Would the other Mulder even have made it this far? His quest for the truth would have led him into countless dangerous situations, any one of which might have been his last. One sloppy or careless move on his part, one wild goose chase too many... an early grave would have been a distinct probability, with no-one to miss him or mourn his passing. Not even a one line obit in the newspaper. A tragic waste of life... a life that had had such potential in its younger days.

I'd like to think that the other Mulder would envy me, and what I have. It's difficult to pinpoint the exact moment our lives diverged, mine and that other Mulder's. I guess it would be when that article on alleged UFO abductions came across my desk, with a byline by one Annie Page. That was a pivotal moment in my life, along with the day Scully was assigned to work with me.
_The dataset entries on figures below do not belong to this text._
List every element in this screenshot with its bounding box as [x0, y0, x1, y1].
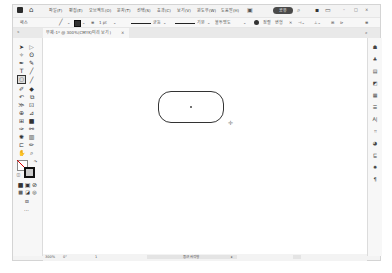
screen-mode-icon[interactable]: ⧈ [23, 197, 30, 204]
menu-help[interactable]: 도움말(H) [221, 8, 239, 13]
recolor-icon[interactable] [254, 20, 259, 25]
shaper-tool-icon[interactable]: ◆ [28, 85, 35, 92]
stroke-dropdown-icon[interactable]: ⌄ [82, 20, 85, 25]
curvature-tool-icon[interactable]: ✎ [28, 59, 35, 66]
zoom-tool-icon[interactable]: ⌕ [28, 149, 35, 156]
draw-normal-icon[interactable]: ▩ [17, 189, 24, 196]
brush-definition-preview[interactable] [175, 23, 195, 24]
menu-type[interactable]: 문자(T) [117, 8, 131, 13]
rotation-value[interactable]: 0° [63, 255, 67, 260]
default-fill-stroke-icon[interactable]: ◫ [15, 171, 22, 178]
brush-dropdown-icon[interactable]: ⌄ [163, 20, 166, 25]
fill-dropdown-icon[interactable]: ⌄ [67, 20, 70, 25]
stroke-swatch-tools[interactable] [24, 167, 35, 178]
stroke-weight-dropdown-icon[interactable]: ⌄ [113, 20, 116, 25]
share-button[interactable]: 공유 [273, 7, 293, 14]
shape-builder-tool-icon[interactable]: ⊕ [18, 109, 25, 116]
profile-dropdown-icon[interactable]: ⌄ [207, 20, 210, 25]
libraries-panel-icon[interactable]: ▤ [371, 68, 379, 75]
document-tab[interactable]: 무제-1* @ 300%(CMYK/미리 보기) × [43, 28, 129, 38]
home-icon[interactable]: ⌂ [29, 6, 33, 14]
menu-effect[interactable]: 효과(C) [157, 8, 171, 13]
panel-toggle-icon[interactable]: ▭ [325, 7, 331, 12]
arrange-icon[interactable]: ⊳ [340, 20, 343, 25]
color-mode-icon[interactable]: ■ [17, 181, 24, 188]
status-arrow-icon[interactable]: ▸ [231, 255, 233, 260]
appearance-panel-icon[interactable]: ◕ [371, 140, 379, 147]
draw-behind-icon[interactable]: ◪ [24, 189, 31, 196]
align-panel-icon[interactable]: ⊑ [371, 152, 379, 159]
brushes-panel-icon[interactable]: ¶ [371, 176, 379, 183]
slice-tool-icon[interactable]: ✏ [28, 141, 35, 148]
column-graph-tool-icon[interactable]: ▥ [28, 133, 35, 140]
arrange-docs-icon[interactable]: ▣ [247, 7, 253, 12]
eyedropper-tool-icon[interactable]: ✑ [18, 125, 25, 132]
character-panel-icon[interactable]: A| [371, 116, 379, 123]
align-options-icon[interactable]: ⊣⌄ [298, 20, 305, 25]
menu-edit[interactable]: 편집(E) [69, 8, 83, 13]
properties-panel-icon[interactable]: ☗ [371, 44, 379, 51]
width-tool-icon[interactable]: ≫ [18, 101, 25, 108]
fill-icon[interactable]: ╱ [59, 19, 63, 24]
hand-tool-icon[interactable]: ✋ [18, 149, 25, 156]
panel-collapse-icon[interactable]: » [365, 30, 367, 35]
transform-panel-icon[interactable]: ⌗ [371, 128, 379, 135]
symbol-sprayer-tool-icon[interactable]: ✺ [18, 133, 25, 140]
stroke-panel-icon[interactable]: ☰ [371, 104, 379, 111]
pathfinder-panel-icon[interactable]: ✹ [371, 164, 379, 171]
tools-collapse-icon[interactable]: « [17, 29, 19, 34]
artboard-tool-icon[interactable]: ⊏ [18, 141, 25, 148]
transform-button[interactable]: 변형 [275, 20, 283, 25]
menu-select[interactable]: 선택(S) [137, 8, 151, 13]
minimize-icon[interactable]: – [343, 7, 345, 12]
maximize-icon[interactable]: □ [354, 7, 358, 12]
align-button[interactable]: 정렬 [263, 20, 271, 25]
menu-window[interactable]: 윈도우(W) [197, 8, 216, 13]
mesh-tool-icon[interactable]: ⊞ [18, 117, 25, 124]
tab-close-icon[interactable]: × [121, 30, 124, 35]
zoom-level[interactable]: 300% [45, 255, 55, 260]
menu-view[interactable]: 보기(V) [177, 8, 191, 13]
isolate-icon[interactable]: ✕ [289, 20, 292, 25]
workspace-icon[interactable]: ▪ [315, 7, 319, 12]
gradient-tool-icon[interactable]: ■ [28, 117, 35, 124]
pencil-tool-icon[interactable]: ✐ [18, 85, 25, 92]
line-tool-icon[interactable]: ╱ [28, 67, 35, 74]
selection-tool-icon[interactable]: ➤ [18, 43, 25, 50]
direct-selection-tool-icon[interactable]: ▷ [28, 43, 35, 50]
grid-icon[interactable]: ⊞ [331, 20, 334, 25]
magic-wand-tool-icon[interactable]: ✧ [18, 51, 25, 58]
menu-file[interactable]: 파일(F) [49, 8, 62, 13]
horizontal-scrollbar-thumb[interactable] [293, 255, 301, 259]
control-menu-icon[interactable]: ≡ [365, 20, 368, 25]
color-panel-icon[interactable]: ◩ [371, 80, 379, 87]
none-mode-icon[interactable]: ⊘ [31, 181, 38, 188]
variable-width-preview[interactable] [131, 23, 151, 24]
search-icon[interactable]: ⌕ [297, 7, 300, 12]
opacity-label[interactable]: 불투명도 [215, 20, 231, 25]
swatches-panel-icon[interactable]: ▦ [371, 92, 379, 99]
opacity-dropdown-icon[interactable]: ⌄ [243, 20, 246, 25]
type-tool-icon[interactable]: T [18, 67, 25, 74]
lasso-tool-icon[interactable]: ʘ [28, 51, 35, 58]
layers-panel-icon[interactable]: ♣ [371, 56, 379, 63]
paintbrush-tool-icon[interactable]: ╱ [28, 76, 35, 83]
menu-object[interactable]: 오브젝트(O) [89, 8, 111, 13]
stroke-weight-stepper[interactable]: 1 pt [99, 20, 107, 25]
pen-tool-icon[interactable]: ✒ [18, 59, 25, 66]
close-icon[interactable]: × [365, 7, 368, 12]
rounded-rectangle-tool-icon[interactable]: ▢ [17, 75, 26, 84]
artboard-navigator[interactable]: 1 [95, 255, 97, 260]
free-transform-tool-icon[interactable]: ⊡ [28, 101, 35, 108]
gradient-mode-icon[interactable]: ▣ [24, 181, 31, 188]
scale-tool-icon[interactable]: ⧉ [28, 93, 35, 100]
swap-fill-stroke-icon[interactable]: ↷ [32, 158, 39, 165]
canvas[interactable]: ✛ [43, 38, 367, 256]
edit-toolbar-icon[interactable]: ··· [23, 207, 30, 214]
blend-tool-icon[interactable]: ⚯ [28, 125, 35, 132]
rotate-tool-icon[interactable]: ↶ [18, 93, 25, 100]
draw-inside-icon[interactable]: ◎ [31, 189, 38, 196]
stroke-swatch[interactable] [74, 20, 81, 27]
distribute-icon[interactable]: ⊥⌄ [314, 20, 321, 25]
perspective-tool-icon[interactable]: ⊿ [28, 109, 35, 116]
When all is said and done, I'm glad I chose the left fork. I would have hated to become that other Mulder, consumed by bitterness, starved of love and affection, missing out on the warmth and companionship that comes with a loving family. What would I have done without Scully to keep me on the straight and narrow? How would I have learned about unconditional love without Sarah? What would have I laughed at without the antics of Josh? How would I have experienced the birth of my own child without Stephanie?

Another hour has passed without me noticing - I've been so engrossed in my own thoughts. Scully's hand rests in mine, so small, so soft and warm. I bring it to my lips and kiss it and as I do so, I think of the empty, barren life of that other Mulder, and I want to weep, because it could so easily have been me.